So, the most perplexing question coming from the NBA’s playoff bubble this weekend isn’t whether Giannis will stay in Milwaukee or if Kawhi Leonard can lead yet another team to the Finals. The real question is, what’s up with those cartoon bears on LeBron’s pregame get up? The sweatshirt and shorts in question, from the streetwear hipsters at Chinatown Market, are festooned with brightly-colored, suspiciously upbeat cartoon bears that are familiar to anyone with any fluency in the art and iconography of the Grateful Dead.
The Dancing Bears, as they’re commonly known, are a staple of the Grateful Dead’s visual identity. They’ve been showing up on bootleg t-shirts, bumper stickers, and even headbands since they first appeared on the back cover of the forgettable 1973 album The History of the Grateful Dead, Vol. One (Bear’s Pick). The Bear in question was Owsley “Bear” Stanley, the architect of the Dead’s distinctive sound and a pioneer in the production and distribution of early LSD. The dancing bear icon first showed up as stickers slapped on Bear’s amplifiers and other sound equipment.
None of which explains LeBron’s affinity to the Dead. He was only ten years old when Jerry Garcia, the Dead’s creative lead and reluctant patriarch, died of an overdose, and his pregame setlist veers more toward Meek Mill and 2 Chainz than the masters of American psychedelia. So what dissonant cultural forces commingled to bring us LeBron in the Dancing Bears? Probably the same ones that put the Dancing Bears on a pair of Nike Air Force Ones this summer, and that encouraged the designer James Perse’s Grateful Dead-focused collection from last summer and inspired street photographer Mister Mort to publish this summer’s Dead Style.
Whether it’s merely the cycles of fashion (eventually even Jennifer Lopez gets around to wearing tie-dye) or the fact that the Grateful Dead have carried on with some youthful recent hires— guitarist John Mayer and bass player Oteil Burbridge—the band’s cultural currency is enjoying a second, okay, probably closer to fourth, wind. Which means you’ll continue to hear, and see the Dead’s unlikely brand extension far and wide, and not just on LeBron’s hoodie.
Here’s a guide to some of the Grateful Dead’s most durable visual identifiers.
The Steal Your Face
To the uninitiated, it’s just a red and blue skull you still see on bumper stickers and the occasional tattoo; to everyone else, it’s the Steal Your Face. Like the Dancing Bears, this logo is also attributed to Owsley Stanley, who helped design the Stealie in the late ’60s. Its name comes from a line in “He’s Gone,” a song about drummer Mickey Hart’s father, the band’s avaricious former manager who disappeared after embezzling their profits. The lightning bolt splitting the skull asunder is a nod to a higher level of consciousness and the possibility of enlightenment, whether chemically induced or achieved by natural methods.
The Dancing Bears
Whether they’re dancing or simply high stepping, these happy bears have endured as mascots of the Grateful Dead experience. Even some fifty years after they were drawn by artist Bob Thomas, they march on as cheerful brand ambassadors.
The Flying Eyeball
Egyptian imagery moves in and out of the Dead’s visual repertoire as fluidly and unpredictably as the band moves in and out of its setlist. Comic artist Rick Griffin first used the Flying Eyeball motif in a poster for the Dead’s 1968 concert at the Shrine Auditorium and it lingered, making appearances on album covers like 1969’s Aoxomoxoa and on posters and any fan-generated artwork imaginable. Griffin would design album covers (Without a Net, Wake of the Flood, et al.) and create special anniversary art for the band until his death in 1991.
Skull & Roses
The fact that you can buy a Skull & Roses beach towel on Amazon may not be surprising to cynical retread shoppers like us, but it would likely shock Stanley “Mouse” Miller, who based his drawing for the cover of the band’s eponymous 1971 live album The Grateful Dead, from a book of poetry he found at the San Francisco library. The cover art outshined the record’s boring title—most heads refer to it as Skull & Roses—and endures as another motif woven into the band’s art and design.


_Problem description_: From the data, copy out every line in which the word "curve" appears.

_Source data_:
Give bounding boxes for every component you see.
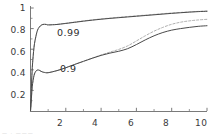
x-tick-label-10: 10 xyxy=(195,118,207,128)
x-tick-label-8: 8 xyxy=(163,118,169,128)
x-tick-label-6: 6 xyxy=(128,118,134,128)
y-tick-label-0.8: 0.8 xyxy=(0,25,26,35)
y-tick-label-1: 1 xyxy=(2,3,26,13)
x-tick-label-4: 4 xyxy=(92,118,98,128)
series-0.9 xyxy=(31,26,208,111)
chart-plot-area: 1 0.8 0.6 0.4 0.2 2 4 6 8 10 0.99 0.9 — … xyxy=(0,0,212,138)
y-tick-label-0.2: 0.2 xyxy=(0,90,26,100)
curve-annotation-0.9: 0.9 xyxy=(60,63,77,74)
x-tick-label-2: 2 xyxy=(57,118,63,128)
series-0.99-dashed xyxy=(31,11,208,111)
chart-canvas xyxy=(0,0,212,138)
y-tick-label-0.6: 0.6 xyxy=(0,47,26,57)
curve-annotation-0.99: 0.99 xyxy=(57,27,80,38)
scan-artifact-text: — · ——— xyxy=(2,130,34,136)
y-tick-label-0.4: 0.4 xyxy=(0,68,26,78)
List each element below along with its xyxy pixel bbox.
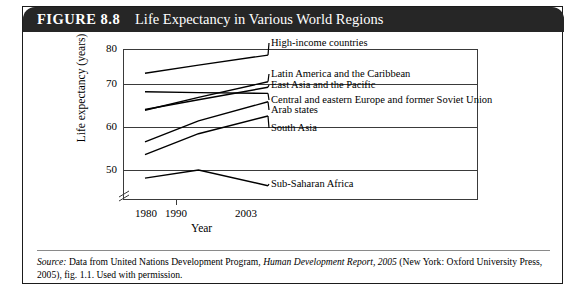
series-leader-line bbox=[268, 74, 269, 82]
figure-number: FIGURE 8.8 bbox=[37, 11, 120, 28]
series-line bbox=[145, 170, 268, 186]
figure-title: Life Expectancy in Various World Regions bbox=[135, 11, 383, 28]
series-leader-line bbox=[268, 93, 269, 100]
series-leader-line bbox=[268, 102, 269, 110]
source-title: Human Development Report, 2005 bbox=[263, 256, 397, 267]
source-note: Source: Data from United Nations Develop… bbox=[37, 256, 552, 282]
series-line bbox=[145, 92, 268, 94]
series-label-high-income: High-income countries bbox=[271, 37, 368, 48]
chart-plot-area: 80 70 60 50 1980 1990 2003 Life expectan… bbox=[23, 32, 564, 242]
series-label-sub-saharan: Sub-Saharan Africa bbox=[271, 178, 354, 189]
series-label-east-asia: East Asia and the Pacific bbox=[271, 79, 375, 90]
series-lines bbox=[23, 32, 564, 242]
series-line bbox=[145, 102, 268, 142]
series-leader-line bbox=[268, 43, 269, 55]
series-leader-line bbox=[268, 116, 269, 128]
series-label-latin-america: Latin America and the Caribbean bbox=[271, 68, 410, 79]
series-line bbox=[145, 116, 268, 155]
series-leader-line bbox=[268, 85, 269, 87]
source-label: Source: bbox=[37, 256, 66, 267]
series-label-south-asia: South Asia bbox=[271, 122, 317, 133]
source-text-1: Data from United Nations Development Pro… bbox=[66, 256, 263, 267]
series-label-arab-states: Arab states bbox=[271, 104, 318, 115]
figure-card: FIGURE 8.8 Life Expectancy in Various Wo… bbox=[22, 6, 563, 284]
series-line bbox=[145, 55, 268, 73]
source-divider bbox=[37, 250, 550, 251]
series-leader-line bbox=[268, 184, 269, 186]
figure-header-bar: FIGURE 8.8 Life Expectancy in Various Wo… bbox=[23, 7, 564, 32]
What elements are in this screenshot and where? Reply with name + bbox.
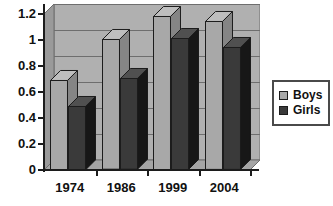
x-axis-line (44, 169, 259, 171)
x-tick-mark (96, 170, 98, 176)
chart-legend: BoysGirls (272, 80, 330, 126)
y-tick-label: 0.4 (18, 111, 36, 124)
x-tick-label: 1999 (147, 180, 199, 195)
bar-girls-1986 (120, 68, 149, 170)
y-tick-mark (38, 13, 45, 15)
bar-chart: 00.20.40.60.811.2 1974198619992004 BoysG… (0, 0, 333, 206)
y-tick-mark (38, 143, 45, 145)
legend-item-boys[interactable]: Boys (279, 89, 322, 101)
x-tick-mark (147, 170, 149, 176)
legend-item-girls[interactable]: Girls (279, 104, 322, 116)
legend-swatch-boys (279, 91, 288, 100)
bar-girls-2004 (223, 37, 252, 170)
y-tick-label: 1.2 (18, 7, 36, 20)
y-tick-label: 1 (29, 33, 36, 46)
x-tick-label: 1986 (96, 180, 148, 195)
plot-area (44, 14, 250, 170)
x-tick-mark (199, 170, 201, 176)
bar-girls-1999 (171, 28, 200, 170)
legend-label: Boys (293, 89, 322, 101)
x-tick-label: 1974 (44, 180, 96, 195)
x-tick-mark (250, 170, 252, 176)
y-tick-mark (38, 117, 45, 119)
y-tick-label: 0 (29, 163, 36, 176)
y-tick-label: 0.8 (18, 59, 36, 72)
y-tick-mark (38, 39, 45, 41)
y-tick-label: 0.2 (18, 137, 36, 150)
y-tick-mark (38, 65, 45, 67)
gridline (54, 4, 260, 5)
y-tick-mark (38, 169, 45, 171)
legend-swatch-girls (279, 106, 288, 115)
legend-label: Girls (293, 104, 320, 116)
y-tick-label: 0.6 (18, 85, 36, 98)
y-axis-line (43, 4, 45, 172)
x-tick-label: 2004 (199, 180, 251, 195)
bar-girls-1974 (68, 96, 97, 170)
y-axis-labels: 00.20.40.60.811.2 (0, 0, 36, 206)
y-tick-mark (38, 91, 45, 93)
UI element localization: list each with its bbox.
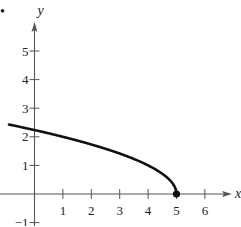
bullet-marker: • [0, 4, 5, 19]
y-axis-label: y [36, 3, 45, 18]
y-tick-label: 3 [22, 101, 29, 116]
x-tick-label: 1 [60, 203, 67, 218]
x-axis-label: x [234, 186, 241, 201]
y-tick-label: −1 [15, 215, 29, 226]
ticks: 123456−112345 [15, 44, 209, 227]
y-tick-label: 1 [22, 158, 29, 173]
x-tick-label: 2 [88, 203, 95, 218]
graph: • xy 123456−112345 [0, 0, 241, 226]
y-tick-label: 4 [22, 72, 29, 87]
y-tick-label: 2 [22, 129, 29, 144]
x-tick-label: 4 [145, 203, 152, 218]
x-tick-label: 6 [202, 203, 209, 218]
y-tick-label: 5 [22, 44, 29, 59]
x-tick-label: 5 [173, 203, 180, 218]
x-tick-label: 3 [116, 203, 123, 218]
endpoint-dot [173, 190, 180, 197]
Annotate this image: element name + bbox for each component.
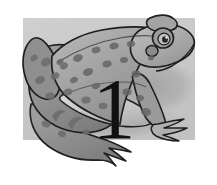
frog-illustration: 1 xyxy=(0,0,217,185)
frog-tympanum xyxy=(146,46,158,57)
frog-eye-highlight xyxy=(165,36,167,38)
numeral-one: 1 xyxy=(93,61,136,157)
illustration-container: 1 xyxy=(0,0,217,185)
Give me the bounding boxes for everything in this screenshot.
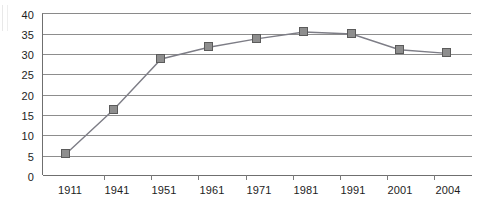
y-axis-tick-label: 30 xyxy=(0,50,34,61)
x-axis-tick-mark xyxy=(293,175,294,180)
y-axis-tick-label: 15 xyxy=(0,111,34,122)
data-point-marker xyxy=(61,149,70,158)
data-point-marker xyxy=(395,45,404,54)
y-axis-tick-label: 10 xyxy=(0,131,34,142)
y-axis-tick-label: 0 xyxy=(0,172,34,183)
x-axis-tick-mark xyxy=(340,175,341,180)
gridline-15 xyxy=(43,115,472,116)
gridline-5 xyxy=(43,156,472,157)
data-point-marker xyxy=(156,54,165,63)
data-point-marker xyxy=(204,42,213,51)
data-point-marker xyxy=(252,34,261,43)
x-axis-tick-mark xyxy=(151,175,152,180)
x-axis-tick-mark xyxy=(198,175,199,180)
y-axis-tick-label: 35 xyxy=(0,30,34,41)
x-axis-tick-mark xyxy=(104,175,105,180)
data-point-marker xyxy=(299,27,308,36)
gridline-30 xyxy=(43,54,472,55)
x-axis-tick-mark xyxy=(246,175,247,180)
data-point-marker xyxy=(442,48,451,57)
x-axis-tick-mark xyxy=(387,175,388,180)
y-axis-tick-label: 40 xyxy=(0,10,34,21)
x-axis-tick-mark xyxy=(434,175,435,180)
x-axis-baseline xyxy=(43,175,472,176)
line-chart-figure: 40 35 30 25 20 15 10 5 0 1911 1941 1951 … xyxy=(0,0,493,209)
gridline-10 xyxy=(43,135,472,136)
x-axis-tick-label: 2004 xyxy=(420,185,476,196)
gridline-20 xyxy=(43,95,472,96)
y-axis-tick-label: 5 xyxy=(0,152,34,163)
gridline-25 xyxy=(43,74,472,75)
y-axis-tick-label: 25 xyxy=(0,70,34,81)
data-point-marker xyxy=(109,105,118,114)
y-axis-tick-label: 20 xyxy=(0,91,34,102)
data-point-marker xyxy=(347,29,356,38)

_Response to this task_:
curve-annotation-0.9: 0.9 xyxy=(60,63,77,74)
curve-annotation-0.99: 0.99 xyxy=(57,27,80,38)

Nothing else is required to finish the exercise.